🤖 AI Summary
This study addresses the limitations of traditional handcrafted user personas, which are often abstract, costly to produce, and difficult to translate into actionable design features, thereby hindering their practical utility in product design. To overcome these challenges, this work proposes the first interactive system grounded in multimodal large language models (MLLMs) that integrates demographic data with an interactive interface to enable designers to generate fine-grained user personas. The system further automatically derives and restructures these personas into structured design features, achieving an end-to-end transformation from abstract representations to concrete design elements. In an evaluation with twelve professional designers, the approach significantly outperformed a chat-based baseline in terms of persona engagement, perceived transparency, and user satisfaction.
📝 Abstract
Product designers often begin their design process with handcrafted personas. While personas are intended to ground design decisions in consumer preferences, they often fall short in practice by remaining abstract, expensive to produce, and difficult to translate into actionable design features. As a result, personas risk serving as static reference points rather than tools that actively shape design outcomes. To address these challenges, we built Personagram, an interactive system powered by multimodal large language models (MLLMs) that helps designers explore detailed census-based personas, extract product features inferred from persona attributes, and recombine them for specific customer segments. In a study with 12 professional designers, we show that Personagram facilitates more actionable ideation workflows by structuring multimodal thinking from persona attributes to product design features, achieving higher engagement with personas, perceived transparency, and satisfaction compared to a chat-based baseline. We discuss implications of integrating AI-generated personas into product design workflows.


▶ **TASK BRIEF**
What lines of the listing include the string "fleet"? Show them all.

▶ **TASK MATERIAL**
------
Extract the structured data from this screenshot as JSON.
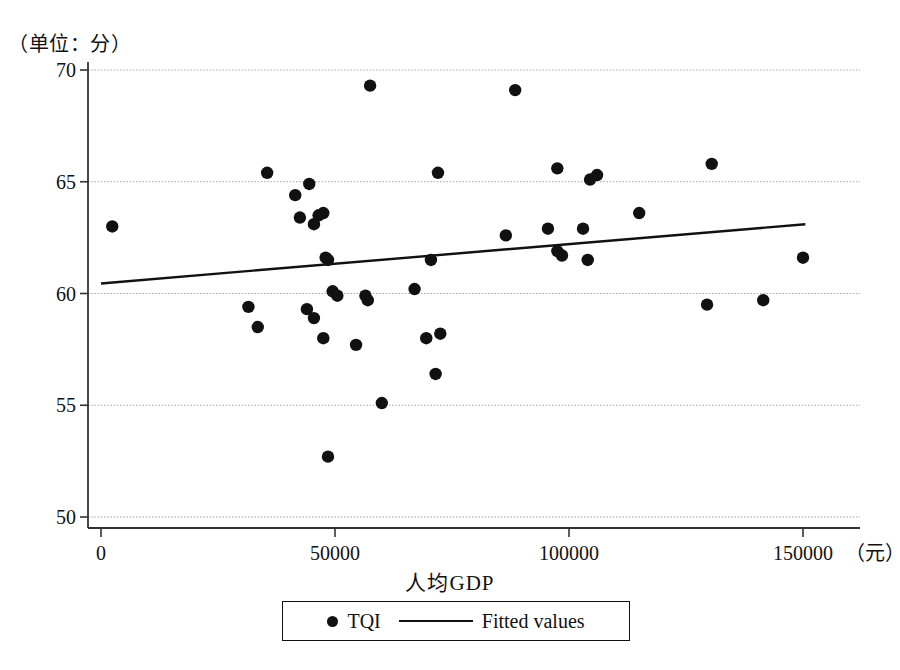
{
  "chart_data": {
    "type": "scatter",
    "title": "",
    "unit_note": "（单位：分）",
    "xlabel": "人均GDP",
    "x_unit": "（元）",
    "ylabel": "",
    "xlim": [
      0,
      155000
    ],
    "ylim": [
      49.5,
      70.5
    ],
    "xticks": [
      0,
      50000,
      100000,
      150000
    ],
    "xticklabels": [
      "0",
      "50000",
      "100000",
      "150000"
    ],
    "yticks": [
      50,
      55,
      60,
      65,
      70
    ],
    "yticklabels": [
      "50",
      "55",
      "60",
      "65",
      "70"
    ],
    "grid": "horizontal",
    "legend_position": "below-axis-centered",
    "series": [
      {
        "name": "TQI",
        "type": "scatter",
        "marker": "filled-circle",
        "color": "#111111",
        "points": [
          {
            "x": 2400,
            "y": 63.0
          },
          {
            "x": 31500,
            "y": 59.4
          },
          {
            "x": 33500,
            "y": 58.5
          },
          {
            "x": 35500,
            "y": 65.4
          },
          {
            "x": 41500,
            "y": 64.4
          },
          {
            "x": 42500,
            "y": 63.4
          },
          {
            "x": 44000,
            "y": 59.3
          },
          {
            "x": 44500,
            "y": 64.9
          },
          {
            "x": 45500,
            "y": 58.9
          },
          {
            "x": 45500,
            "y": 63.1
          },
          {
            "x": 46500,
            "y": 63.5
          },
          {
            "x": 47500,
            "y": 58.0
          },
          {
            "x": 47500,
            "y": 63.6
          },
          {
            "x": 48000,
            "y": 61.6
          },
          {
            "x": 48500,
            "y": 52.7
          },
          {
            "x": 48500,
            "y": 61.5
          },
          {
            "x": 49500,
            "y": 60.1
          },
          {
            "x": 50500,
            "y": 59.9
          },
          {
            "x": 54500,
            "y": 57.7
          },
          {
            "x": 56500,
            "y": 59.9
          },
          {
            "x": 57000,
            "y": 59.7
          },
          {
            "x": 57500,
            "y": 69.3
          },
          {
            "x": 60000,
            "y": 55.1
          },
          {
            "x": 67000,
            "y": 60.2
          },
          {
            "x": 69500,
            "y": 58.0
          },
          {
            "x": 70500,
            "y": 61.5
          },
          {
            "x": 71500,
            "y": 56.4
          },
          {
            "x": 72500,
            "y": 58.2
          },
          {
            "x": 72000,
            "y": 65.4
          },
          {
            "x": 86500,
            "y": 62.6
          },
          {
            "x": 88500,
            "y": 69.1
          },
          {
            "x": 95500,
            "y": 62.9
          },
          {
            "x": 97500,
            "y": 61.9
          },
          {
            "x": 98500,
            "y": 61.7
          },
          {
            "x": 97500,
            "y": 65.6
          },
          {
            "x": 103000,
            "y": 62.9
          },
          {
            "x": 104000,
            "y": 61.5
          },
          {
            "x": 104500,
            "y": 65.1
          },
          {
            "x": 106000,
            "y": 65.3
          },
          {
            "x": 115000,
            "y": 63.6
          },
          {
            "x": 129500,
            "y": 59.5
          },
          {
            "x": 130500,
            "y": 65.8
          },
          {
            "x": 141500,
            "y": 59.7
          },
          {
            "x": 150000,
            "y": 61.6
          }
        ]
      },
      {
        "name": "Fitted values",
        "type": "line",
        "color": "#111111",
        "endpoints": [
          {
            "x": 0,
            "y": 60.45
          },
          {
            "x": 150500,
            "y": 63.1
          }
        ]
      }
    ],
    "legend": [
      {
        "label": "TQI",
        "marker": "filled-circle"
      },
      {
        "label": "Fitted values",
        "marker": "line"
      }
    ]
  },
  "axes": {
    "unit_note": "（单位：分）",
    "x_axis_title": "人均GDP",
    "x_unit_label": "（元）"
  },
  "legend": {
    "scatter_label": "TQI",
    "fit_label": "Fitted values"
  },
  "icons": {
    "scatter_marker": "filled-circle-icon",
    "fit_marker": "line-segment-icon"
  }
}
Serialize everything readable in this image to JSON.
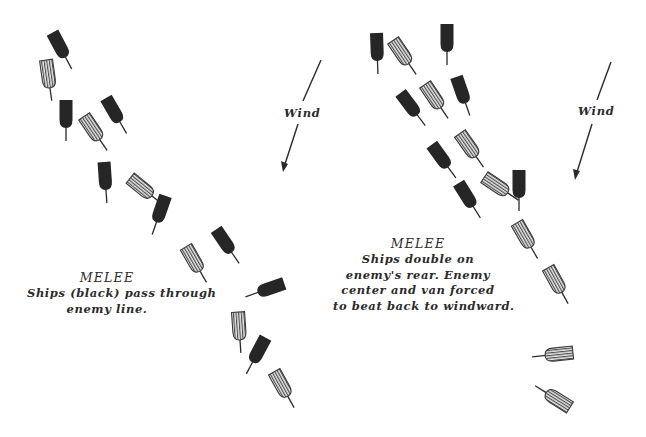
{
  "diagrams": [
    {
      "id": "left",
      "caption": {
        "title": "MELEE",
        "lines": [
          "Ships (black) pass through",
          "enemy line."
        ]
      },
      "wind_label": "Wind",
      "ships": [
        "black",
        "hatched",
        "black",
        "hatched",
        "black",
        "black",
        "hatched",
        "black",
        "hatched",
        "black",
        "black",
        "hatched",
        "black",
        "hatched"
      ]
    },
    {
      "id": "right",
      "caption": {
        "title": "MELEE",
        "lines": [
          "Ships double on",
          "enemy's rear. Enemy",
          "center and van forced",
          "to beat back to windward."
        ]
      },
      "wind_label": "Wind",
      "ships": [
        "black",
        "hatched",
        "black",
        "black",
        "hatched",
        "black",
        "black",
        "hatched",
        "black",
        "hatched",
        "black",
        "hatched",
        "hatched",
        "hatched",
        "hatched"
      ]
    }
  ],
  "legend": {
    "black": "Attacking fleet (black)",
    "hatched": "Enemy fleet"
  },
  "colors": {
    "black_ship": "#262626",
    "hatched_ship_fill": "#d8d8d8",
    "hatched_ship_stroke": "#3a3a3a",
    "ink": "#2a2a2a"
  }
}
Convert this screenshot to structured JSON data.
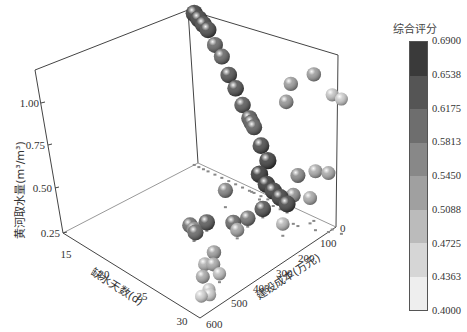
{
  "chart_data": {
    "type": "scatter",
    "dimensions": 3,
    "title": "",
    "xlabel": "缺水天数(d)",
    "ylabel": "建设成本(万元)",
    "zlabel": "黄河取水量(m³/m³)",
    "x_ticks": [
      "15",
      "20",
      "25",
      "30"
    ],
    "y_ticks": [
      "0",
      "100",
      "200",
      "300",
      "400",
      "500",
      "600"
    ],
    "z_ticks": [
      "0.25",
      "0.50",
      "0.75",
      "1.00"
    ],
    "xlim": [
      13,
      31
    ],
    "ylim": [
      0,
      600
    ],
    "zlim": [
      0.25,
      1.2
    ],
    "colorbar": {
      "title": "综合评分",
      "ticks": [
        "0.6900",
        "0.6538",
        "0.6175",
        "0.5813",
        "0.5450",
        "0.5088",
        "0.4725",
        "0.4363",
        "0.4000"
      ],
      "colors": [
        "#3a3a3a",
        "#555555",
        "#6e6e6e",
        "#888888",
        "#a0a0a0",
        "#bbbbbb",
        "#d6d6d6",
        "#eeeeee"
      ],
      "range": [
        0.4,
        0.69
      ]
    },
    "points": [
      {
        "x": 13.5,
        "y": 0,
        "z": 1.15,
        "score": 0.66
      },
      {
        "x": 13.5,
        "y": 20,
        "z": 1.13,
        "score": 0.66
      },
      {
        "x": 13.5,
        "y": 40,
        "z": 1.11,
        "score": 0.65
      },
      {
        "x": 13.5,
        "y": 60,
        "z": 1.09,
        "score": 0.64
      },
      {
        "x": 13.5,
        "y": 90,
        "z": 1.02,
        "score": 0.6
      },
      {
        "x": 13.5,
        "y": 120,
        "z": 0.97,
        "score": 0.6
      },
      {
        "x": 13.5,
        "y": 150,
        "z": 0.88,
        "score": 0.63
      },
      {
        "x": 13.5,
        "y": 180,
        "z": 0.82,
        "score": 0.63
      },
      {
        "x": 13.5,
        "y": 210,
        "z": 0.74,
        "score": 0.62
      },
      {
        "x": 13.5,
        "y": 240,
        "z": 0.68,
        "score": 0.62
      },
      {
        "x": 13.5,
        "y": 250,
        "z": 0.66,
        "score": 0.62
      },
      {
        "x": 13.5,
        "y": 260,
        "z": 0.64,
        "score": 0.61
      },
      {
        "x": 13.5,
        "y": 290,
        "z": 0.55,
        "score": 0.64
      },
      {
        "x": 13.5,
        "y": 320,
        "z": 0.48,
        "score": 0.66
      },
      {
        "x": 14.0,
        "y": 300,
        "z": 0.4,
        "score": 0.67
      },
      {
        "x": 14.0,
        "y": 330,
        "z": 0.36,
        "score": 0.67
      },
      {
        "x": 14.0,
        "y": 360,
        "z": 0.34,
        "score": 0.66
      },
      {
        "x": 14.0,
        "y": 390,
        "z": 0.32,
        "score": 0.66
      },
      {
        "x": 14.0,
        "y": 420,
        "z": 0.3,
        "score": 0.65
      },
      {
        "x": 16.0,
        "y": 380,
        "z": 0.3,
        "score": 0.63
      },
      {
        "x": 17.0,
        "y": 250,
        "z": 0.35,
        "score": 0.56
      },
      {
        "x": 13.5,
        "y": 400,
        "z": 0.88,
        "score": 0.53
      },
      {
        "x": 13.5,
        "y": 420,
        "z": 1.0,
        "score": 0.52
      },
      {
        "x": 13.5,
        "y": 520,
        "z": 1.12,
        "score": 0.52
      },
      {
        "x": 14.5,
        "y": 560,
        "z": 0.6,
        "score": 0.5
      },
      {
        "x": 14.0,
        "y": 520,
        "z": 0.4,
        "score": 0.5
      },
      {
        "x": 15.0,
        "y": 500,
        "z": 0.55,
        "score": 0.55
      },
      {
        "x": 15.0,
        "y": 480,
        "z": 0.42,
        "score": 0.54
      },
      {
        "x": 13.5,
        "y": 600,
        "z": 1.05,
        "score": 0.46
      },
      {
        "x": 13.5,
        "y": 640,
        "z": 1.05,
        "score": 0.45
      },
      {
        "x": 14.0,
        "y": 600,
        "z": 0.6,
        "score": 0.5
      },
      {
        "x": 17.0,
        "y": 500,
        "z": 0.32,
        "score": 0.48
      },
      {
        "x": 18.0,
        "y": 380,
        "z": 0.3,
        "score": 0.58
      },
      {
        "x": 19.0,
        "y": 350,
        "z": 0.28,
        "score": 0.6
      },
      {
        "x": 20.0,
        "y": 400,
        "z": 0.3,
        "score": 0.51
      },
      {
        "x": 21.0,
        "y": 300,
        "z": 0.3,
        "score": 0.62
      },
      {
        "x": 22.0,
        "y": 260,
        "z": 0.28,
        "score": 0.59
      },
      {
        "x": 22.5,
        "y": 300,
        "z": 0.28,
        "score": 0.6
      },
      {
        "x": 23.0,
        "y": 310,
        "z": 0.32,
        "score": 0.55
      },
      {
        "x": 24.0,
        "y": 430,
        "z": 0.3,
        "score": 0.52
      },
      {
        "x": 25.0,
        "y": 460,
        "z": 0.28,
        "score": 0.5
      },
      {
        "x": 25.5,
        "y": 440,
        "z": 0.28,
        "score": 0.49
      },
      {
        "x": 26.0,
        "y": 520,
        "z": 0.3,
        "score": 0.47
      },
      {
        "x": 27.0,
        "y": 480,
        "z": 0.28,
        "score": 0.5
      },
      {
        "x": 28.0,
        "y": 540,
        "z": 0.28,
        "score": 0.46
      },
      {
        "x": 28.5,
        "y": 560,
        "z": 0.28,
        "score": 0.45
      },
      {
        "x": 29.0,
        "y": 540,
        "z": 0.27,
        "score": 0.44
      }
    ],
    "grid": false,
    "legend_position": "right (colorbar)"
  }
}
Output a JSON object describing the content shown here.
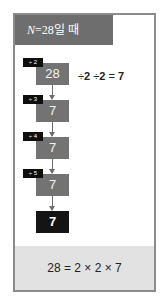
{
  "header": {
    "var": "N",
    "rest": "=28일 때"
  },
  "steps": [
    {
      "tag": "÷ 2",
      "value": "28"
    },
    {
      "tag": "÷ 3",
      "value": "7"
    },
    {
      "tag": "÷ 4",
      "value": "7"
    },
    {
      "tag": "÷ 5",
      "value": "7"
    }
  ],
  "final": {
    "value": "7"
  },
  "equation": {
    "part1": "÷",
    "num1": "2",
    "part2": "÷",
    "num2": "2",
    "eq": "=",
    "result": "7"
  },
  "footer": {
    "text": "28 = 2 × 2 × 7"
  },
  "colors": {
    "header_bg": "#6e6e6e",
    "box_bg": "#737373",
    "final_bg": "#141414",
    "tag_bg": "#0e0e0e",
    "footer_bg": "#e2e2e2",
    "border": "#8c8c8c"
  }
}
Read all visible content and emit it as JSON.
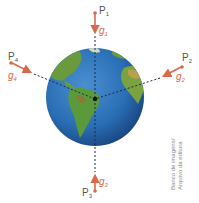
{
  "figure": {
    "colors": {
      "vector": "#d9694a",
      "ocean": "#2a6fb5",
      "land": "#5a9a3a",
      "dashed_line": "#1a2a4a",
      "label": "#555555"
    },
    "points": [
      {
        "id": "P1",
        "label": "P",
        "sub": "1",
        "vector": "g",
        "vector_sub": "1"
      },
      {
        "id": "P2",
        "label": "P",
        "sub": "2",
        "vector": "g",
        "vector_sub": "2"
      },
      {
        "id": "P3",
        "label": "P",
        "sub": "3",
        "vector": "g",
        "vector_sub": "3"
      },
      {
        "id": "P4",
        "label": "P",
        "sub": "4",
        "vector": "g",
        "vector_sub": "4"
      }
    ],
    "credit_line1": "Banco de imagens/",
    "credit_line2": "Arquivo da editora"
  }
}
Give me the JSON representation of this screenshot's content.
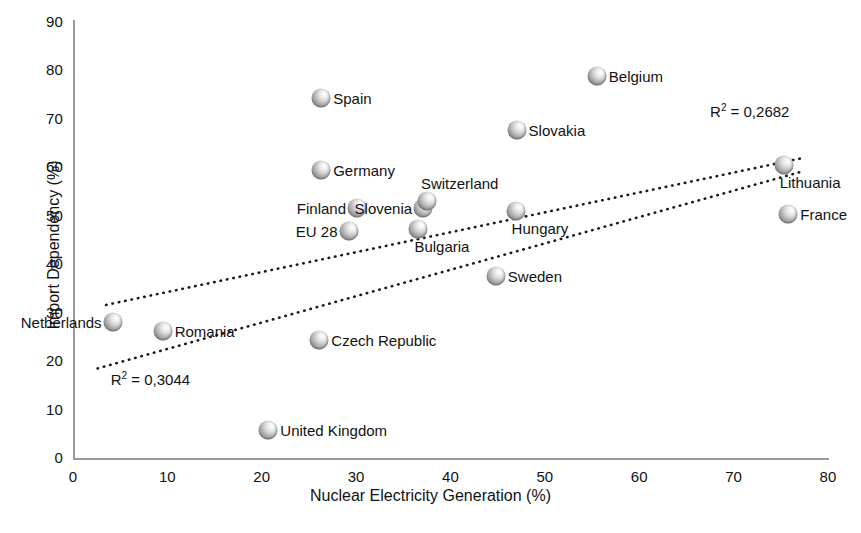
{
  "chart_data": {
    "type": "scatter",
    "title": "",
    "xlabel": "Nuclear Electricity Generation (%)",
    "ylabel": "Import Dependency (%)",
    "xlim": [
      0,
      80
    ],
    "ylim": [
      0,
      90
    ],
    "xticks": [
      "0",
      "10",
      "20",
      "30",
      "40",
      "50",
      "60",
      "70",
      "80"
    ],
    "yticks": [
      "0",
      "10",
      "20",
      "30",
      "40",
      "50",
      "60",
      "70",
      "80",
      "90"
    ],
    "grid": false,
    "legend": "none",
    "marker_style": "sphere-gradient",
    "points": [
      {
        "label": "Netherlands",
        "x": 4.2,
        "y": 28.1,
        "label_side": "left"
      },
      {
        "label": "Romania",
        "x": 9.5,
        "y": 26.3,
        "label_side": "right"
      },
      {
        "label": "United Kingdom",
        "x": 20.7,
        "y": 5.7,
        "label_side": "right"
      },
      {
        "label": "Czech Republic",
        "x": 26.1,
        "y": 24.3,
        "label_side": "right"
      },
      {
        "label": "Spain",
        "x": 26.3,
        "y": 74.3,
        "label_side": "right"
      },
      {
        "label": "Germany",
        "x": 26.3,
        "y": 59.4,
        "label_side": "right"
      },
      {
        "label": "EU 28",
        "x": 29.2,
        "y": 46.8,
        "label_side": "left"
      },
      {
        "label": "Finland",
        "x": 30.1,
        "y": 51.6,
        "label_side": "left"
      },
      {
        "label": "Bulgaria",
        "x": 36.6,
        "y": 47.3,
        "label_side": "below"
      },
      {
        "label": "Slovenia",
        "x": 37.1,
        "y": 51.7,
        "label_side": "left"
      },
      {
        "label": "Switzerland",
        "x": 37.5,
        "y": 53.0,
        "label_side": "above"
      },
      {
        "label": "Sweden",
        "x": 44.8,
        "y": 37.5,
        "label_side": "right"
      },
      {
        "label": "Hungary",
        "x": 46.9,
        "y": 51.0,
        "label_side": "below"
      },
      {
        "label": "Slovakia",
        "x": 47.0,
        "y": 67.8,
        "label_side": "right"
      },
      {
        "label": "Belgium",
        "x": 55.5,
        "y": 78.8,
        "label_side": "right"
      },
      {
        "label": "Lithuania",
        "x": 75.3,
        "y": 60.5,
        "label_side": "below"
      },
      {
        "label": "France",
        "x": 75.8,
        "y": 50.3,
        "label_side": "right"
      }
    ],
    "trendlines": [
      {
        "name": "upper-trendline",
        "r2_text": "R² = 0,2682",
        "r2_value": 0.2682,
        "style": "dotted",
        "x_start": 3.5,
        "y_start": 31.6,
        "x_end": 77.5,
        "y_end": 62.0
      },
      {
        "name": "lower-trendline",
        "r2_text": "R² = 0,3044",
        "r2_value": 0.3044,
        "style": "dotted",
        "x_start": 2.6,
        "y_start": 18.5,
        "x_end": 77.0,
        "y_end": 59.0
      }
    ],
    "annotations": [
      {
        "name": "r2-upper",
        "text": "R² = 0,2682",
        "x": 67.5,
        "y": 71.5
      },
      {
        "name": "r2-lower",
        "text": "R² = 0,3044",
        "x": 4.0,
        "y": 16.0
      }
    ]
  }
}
------
▶ **ANSWER AREA**
    "black": "Attacking fleet (black)",
    "hatched": "Enemy fleet"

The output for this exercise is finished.